The Associated Press article doesn’t include any examples of “good citizens” Lowe has for inclusion in the public school social studies curriculum standards, which the state board is currently revising. So we’ll wait to find out whether those individuals would be considered “neutral” on issues like racial and voting discrimination and the rights of citizens to organize and fully participate in our government and society.

One thing should be clear now to everyone, however. Lowe’s appointment as chair of the state board is no improvement over the chairmanship of Don McLeroy. The education of Texas schoolchildren will still be held hostage by far-right ideologues with personal and political axes to grind.

Blacklisting César Chavez

July 7, 2009

It didn’t take long for the absurdly unqualified ideologues appointed to a social studies curriculum panel by the Texas State Board of Education to start playing politics with our kids’ education. Two far-right members of the so-called “expert” panel guiding the curriculum revision are demanding that César Chavez — the renowned community and labor organizer and civil rights leader — be stricken from the standards because they say he’s not the right kind of role model for students.

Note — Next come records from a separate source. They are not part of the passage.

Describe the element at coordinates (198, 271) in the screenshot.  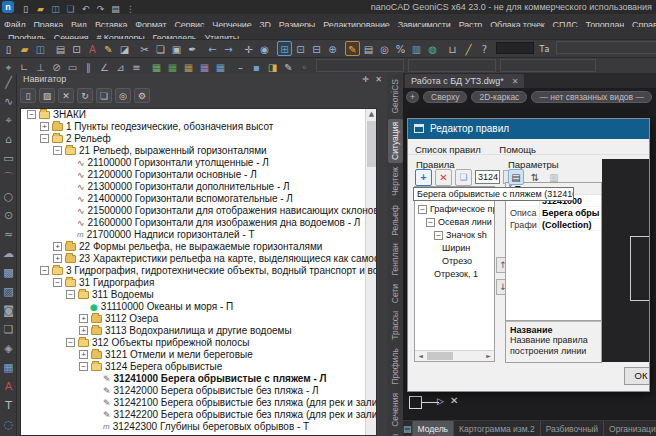
I see `tree-item: −3 Гидрография, гидротехнические объекты…` at that location.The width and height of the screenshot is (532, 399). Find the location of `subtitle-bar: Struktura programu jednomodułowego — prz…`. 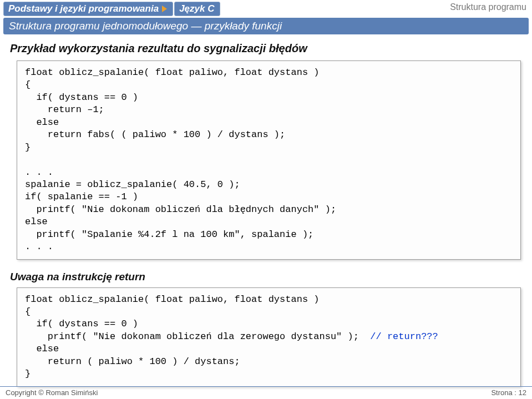

subtitle-bar: Struktura programu jednomodułowego — prz… is located at coordinates (266, 26).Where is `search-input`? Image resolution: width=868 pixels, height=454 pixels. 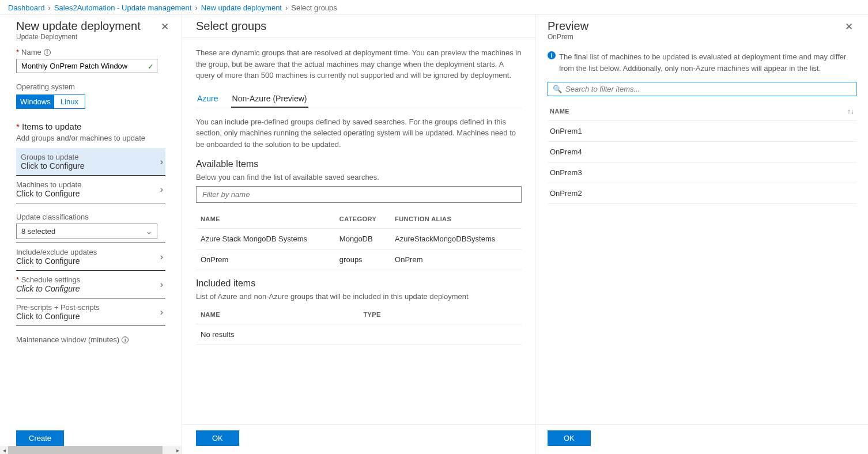
search-input is located at coordinates (708, 89).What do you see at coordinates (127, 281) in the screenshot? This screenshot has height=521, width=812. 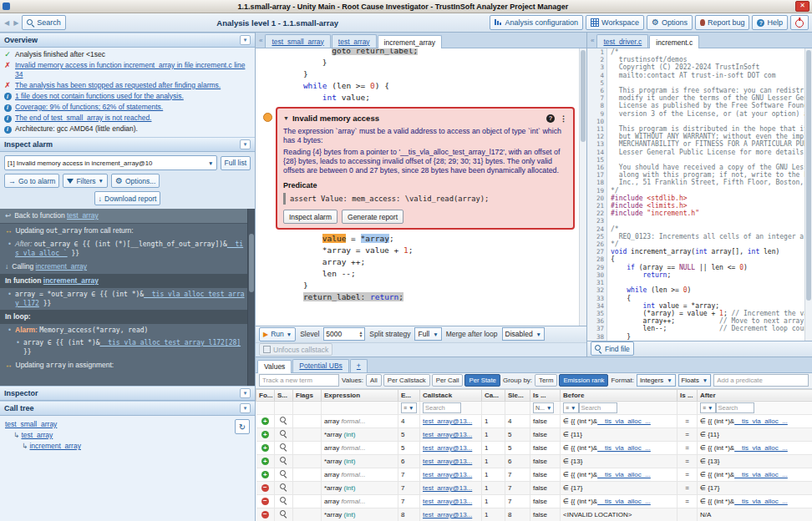 I see `callstack-section-item: In function increment_array` at bounding box center [127, 281].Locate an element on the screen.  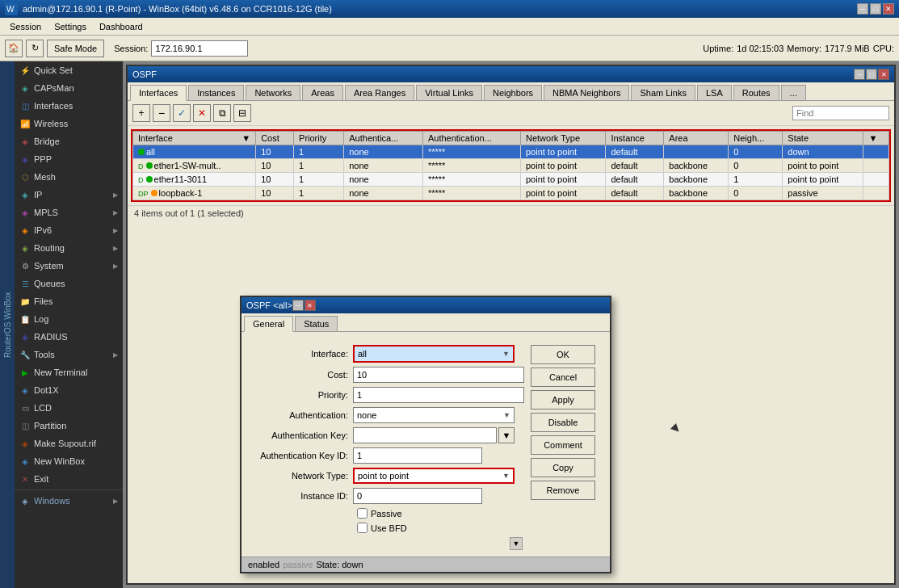
auth-dropdown-arrow: ▼ is located at coordinates (507, 415).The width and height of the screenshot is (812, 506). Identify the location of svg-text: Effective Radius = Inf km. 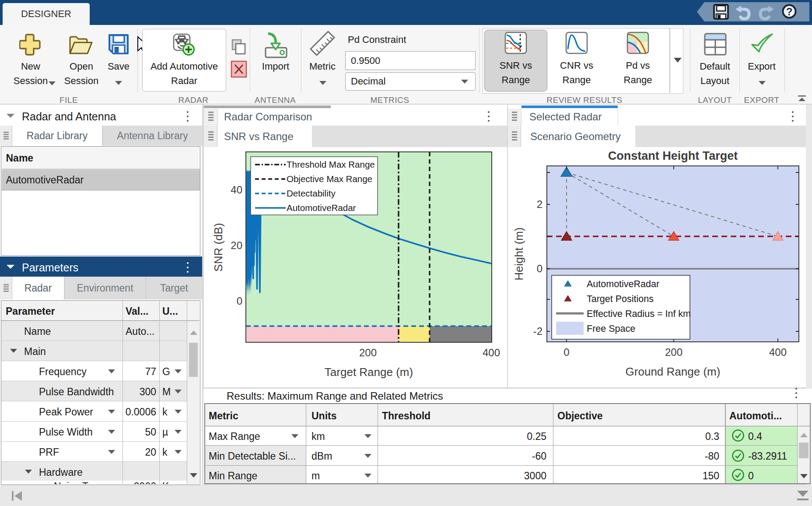
(639, 314). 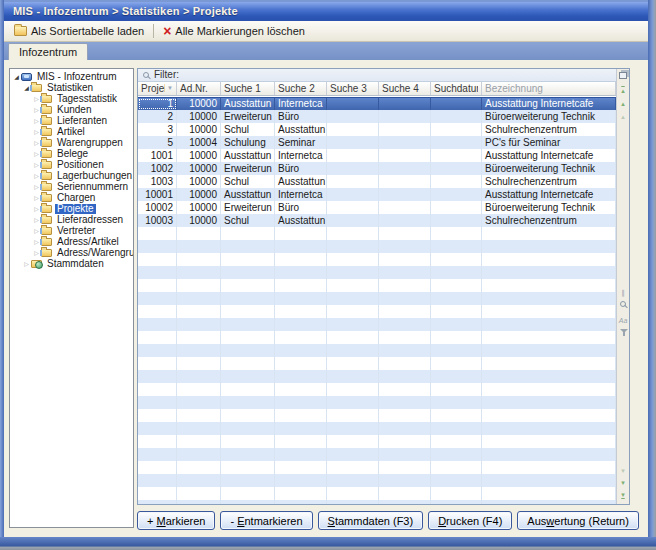 What do you see at coordinates (72, 198) in the screenshot?
I see `tree-item-chargen: ▷Chargen` at bounding box center [72, 198]. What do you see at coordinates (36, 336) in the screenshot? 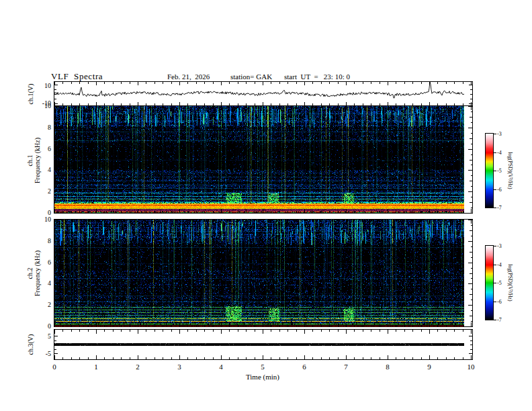
I see `ch3-volt-tick-label: 5` at bounding box center [36, 336].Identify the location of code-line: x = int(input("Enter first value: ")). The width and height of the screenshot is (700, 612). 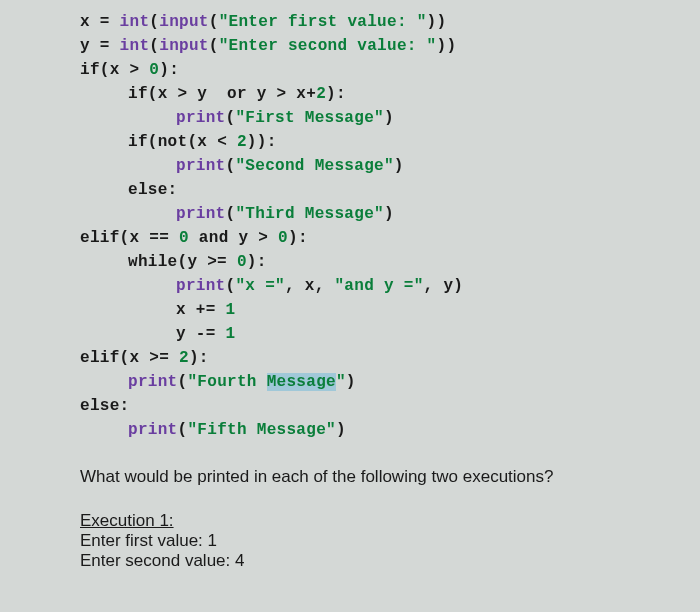
(380, 22).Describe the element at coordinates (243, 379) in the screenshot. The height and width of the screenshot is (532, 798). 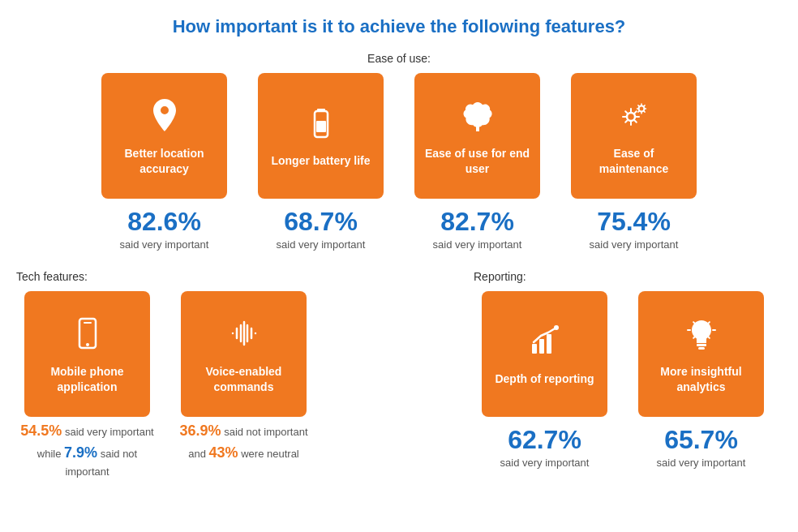
I see `card-label-voice-enabled: Voice-enabled commands` at that location. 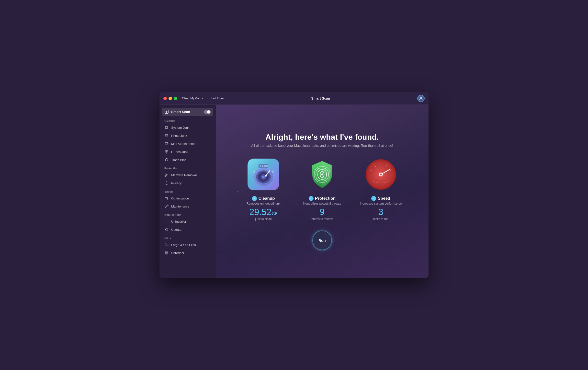 What do you see at coordinates (188, 191) in the screenshot?
I see `section-label-speed: Speed` at bounding box center [188, 191].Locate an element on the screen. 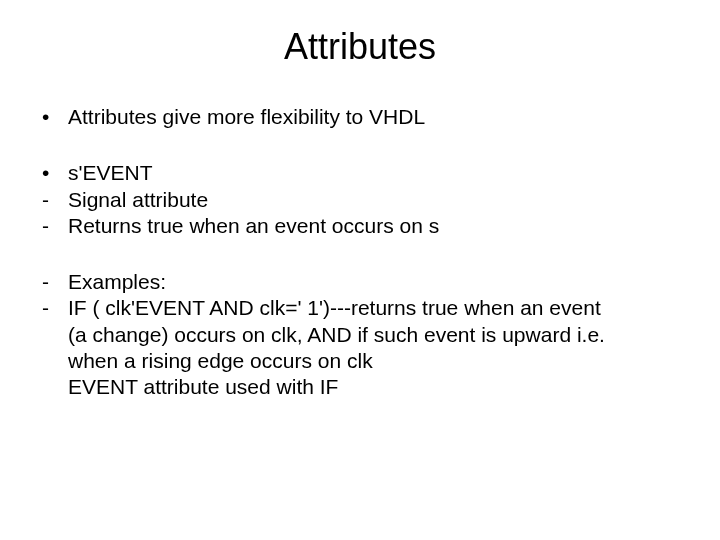 The height and width of the screenshot is (540, 720). bullet-group-2: s'EVENT Signal attribute Returns true wh… is located at coordinates (360, 200).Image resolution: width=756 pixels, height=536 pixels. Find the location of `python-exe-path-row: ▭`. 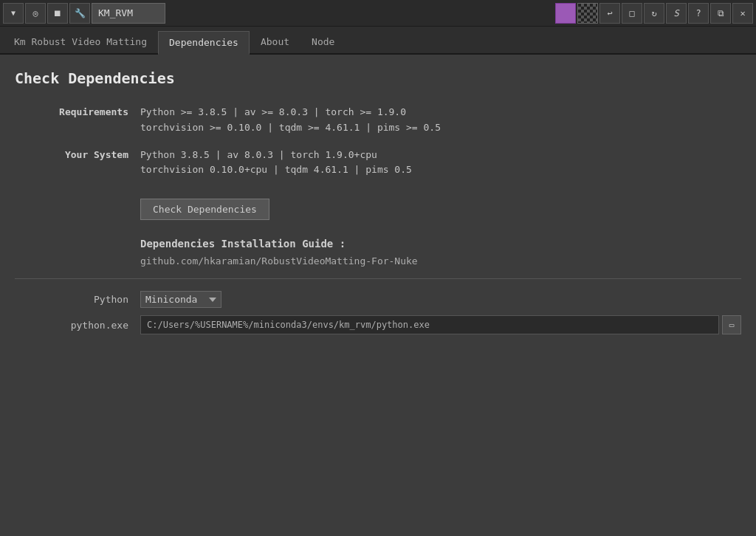

python-exe-path-row: ▭ is located at coordinates (441, 325).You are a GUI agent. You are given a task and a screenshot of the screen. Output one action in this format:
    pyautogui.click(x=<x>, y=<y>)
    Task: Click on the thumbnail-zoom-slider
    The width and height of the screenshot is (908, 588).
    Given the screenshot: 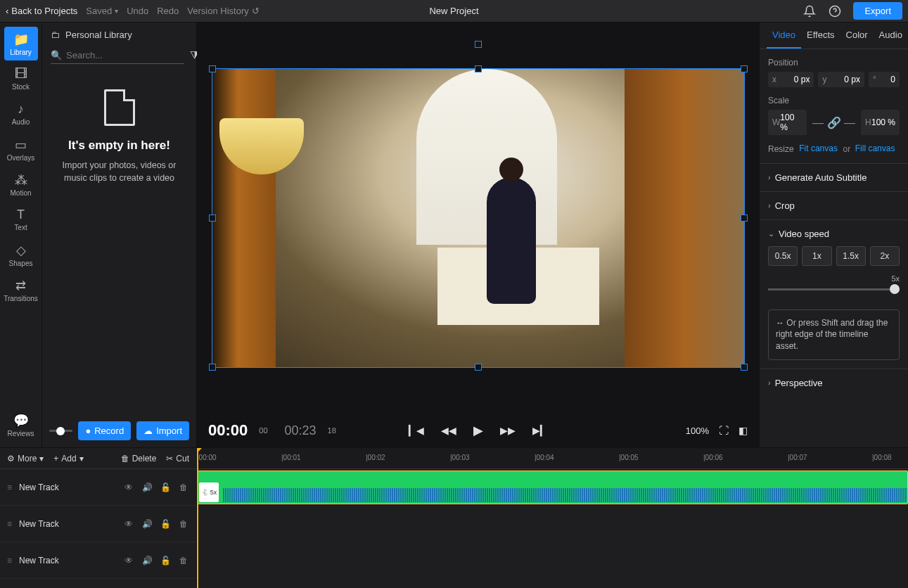 What is the action you would take?
    pyautogui.click(x=60, y=430)
     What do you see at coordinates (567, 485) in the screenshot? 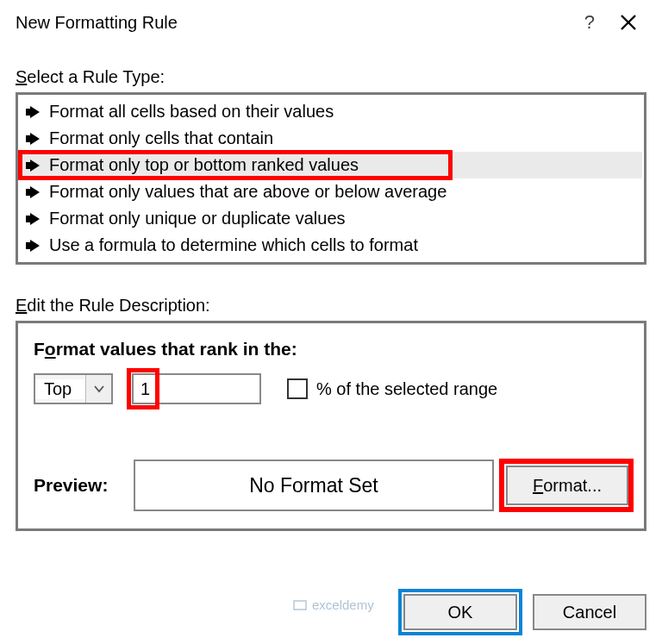
I see `format-button-wrap: Format...` at bounding box center [567, 485].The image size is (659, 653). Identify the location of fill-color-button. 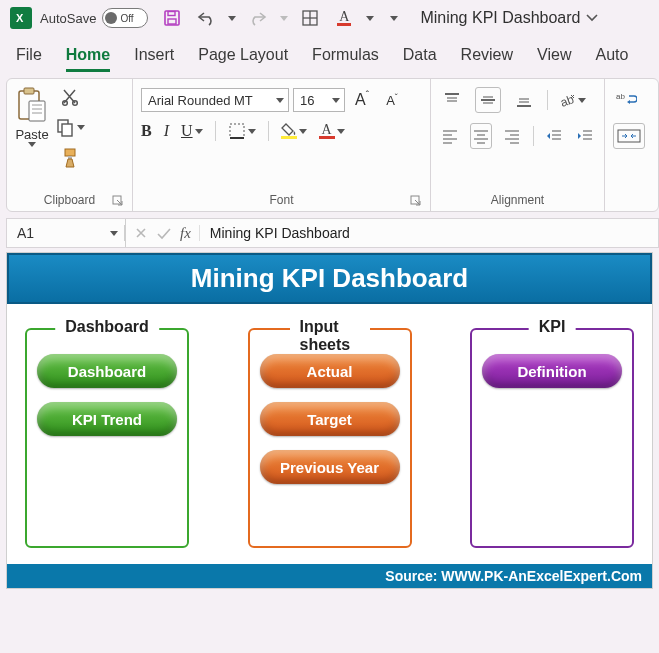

That’s only one of the problems with the “expert” reviews of the current social studies standards provided to the Texas Education Agency last week by the panelists. The panel is made up of six members, including a trio of mainstream academics from Texas universities. The others include political activist David Barton of Texas and evangelical minister Peter Marshall of Massachusetts, who used their reviews to criticize the inclusion of Chavez and other historical figures they consider inappropriate. In addition, they and fellow panelist Daniel Dreisbach of American University make lengthy arguments that the Founders intended to create a distinctly Christian American nation based on biblical principles. That contention conflicts with multiple rulings of the U.S. Supreme Court and sharply differs with the research of most scholars. In fact, mainstream scholars point out that  the Founders sought to protect the religious freedom of citizens by keeping the affairs of government and religious institutions separate.

But let’s consider  first what we fear might become a growing “blacklist” of historical figures, especially Chavez, social conservatives find objectionable.